The original Jungle Speed’s shape matching is gone, and in its place are four different minigames. Let’s get our bullet points out in an effort to organise this shambles.

Review: Jungle Speed Safari

  • If it’s a blue animal, you have to snatch the totem depicting the food that animal eats, with the twist that bananas are printed on top of the green totem, and so on.
  • If it’s a red, angry animal card, the last player to impersonate that animal loses.
  • If it’s a chameleon, players have to touch the totem the colour of the chameleon, or, in a superior varient, touch an item of that colour outside the game.
  • If it’s a hunter, the last player to cover their cards with their hands loses.

Doesn’t that sound kinda fun? That’s what I thought! I’ve now played Jungle Speed Safari four times with ten different people, I can safely say… I like it a heck of a lot less than the original game.

The beauty of the original Jungle Speed is that it lets you sit with your friends in a shared sweat lodge of adrenaline.
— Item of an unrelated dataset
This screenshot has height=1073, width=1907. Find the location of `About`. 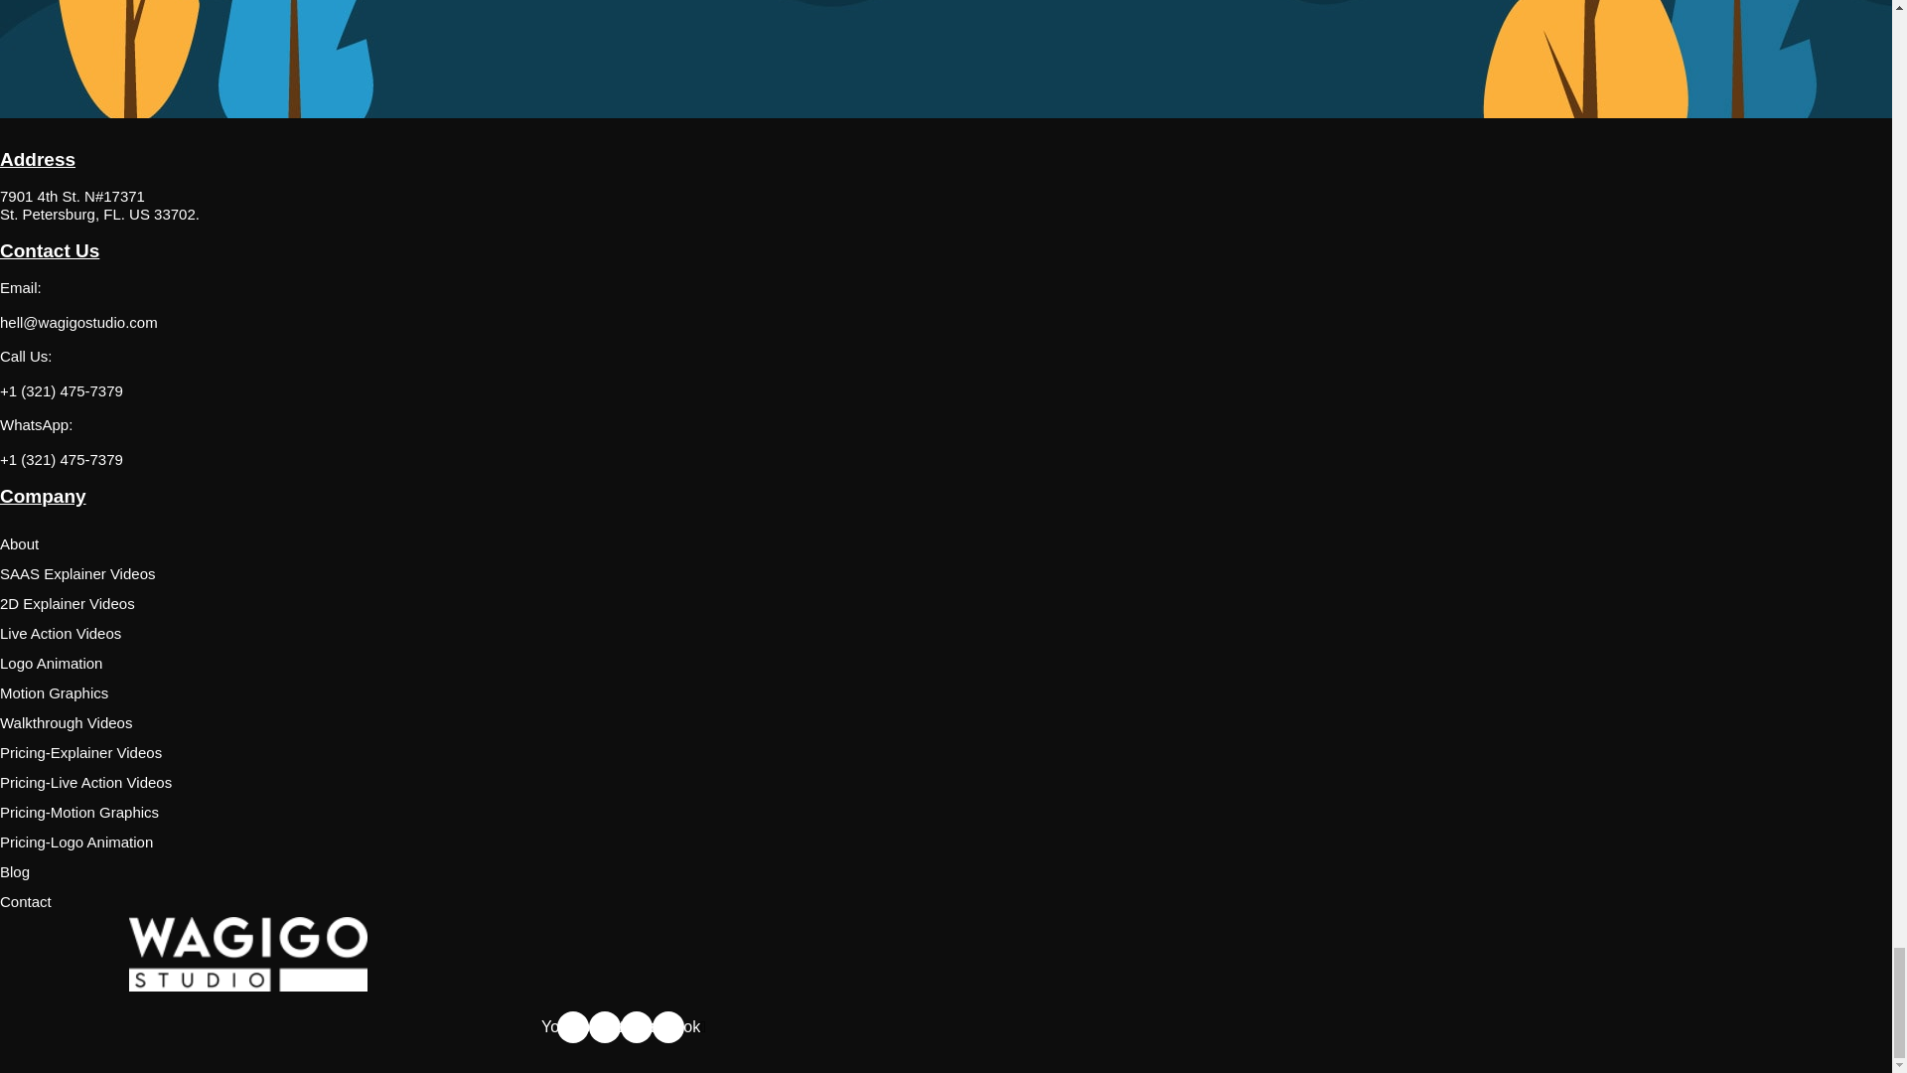

About is located at coordinates (620, 544).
You’re all playing the same game, enjoying the same game, from the instant someone flips over a card, through to the round’s dramatic finish. With Safari, the game begins the instant someone flips over a card, and only ever lasts a couple of seconds. You spend more time passing cards around and mentally preparing yourself for the next lightning-fast round than you do playing, and the game’s slowed down still further by the lack of an adjudicator for who was “last” at a particular challenge.

Jungle Speed Safari feels like a novelty, something to take off the shelf and laugh at, then pack away just as quickly, compared to the holy terror that is the original game. Which I still think is a fantastic purchase.

Lights dim, dry ice billows out from the stage entrance

Announcer: A NEW CHALLENGER APPROACHES…

Quinns: Impossible !!

Announcer: DOBBLE HAS ENTERED THE ARENA

Review: Jungle Speed Safari

Quinns: Oh right! You should know about this one, too. Dobble, or “Spot It” in America, is another release from Asmodee along the lines of Jungle Speed- quick, funny and entirely horrific. But where Jungle Speed smilingly offers physical pain, Dobble offers astonishing mental trauma.

Dobble is a set of cards that each share one picture. Pick any two cards in the above image, see how long it takes you to find the image they share.

And with these cards that cause the mental equivalent of constipation, you’re expected to play games like… well, let’s show you the rules for Hot Potato. Dobble’s cruelest, and therefore best game.

Review: Jungle Speed Safari

You can click on the image to enlarge it, but basically, players all flip their cards at once and slip their card on top of someone else’s when they can see & shout the name of the matching item. Of course, this temporarily disrupts that person, who’d probably just finished learning his card, and hopefully leads to a hilarious sequence of people piling their cards on top of his while shouting words like “GHOST!” and “STOP SIGN!” with that player unable to get momentum back.

In other words, Dobble’s a lot of fun. If you want to see some of your smartest friends reduced to swearing for seconds on end because their brain’s so clogged with anchors and dragons that they can’t think anymore, it’s absolutely worth the price of entry.

But for me, it’s still no Jungle Speed. Have you played Jungle Speed with me yet? C’mon. I’ll let you wear your rings.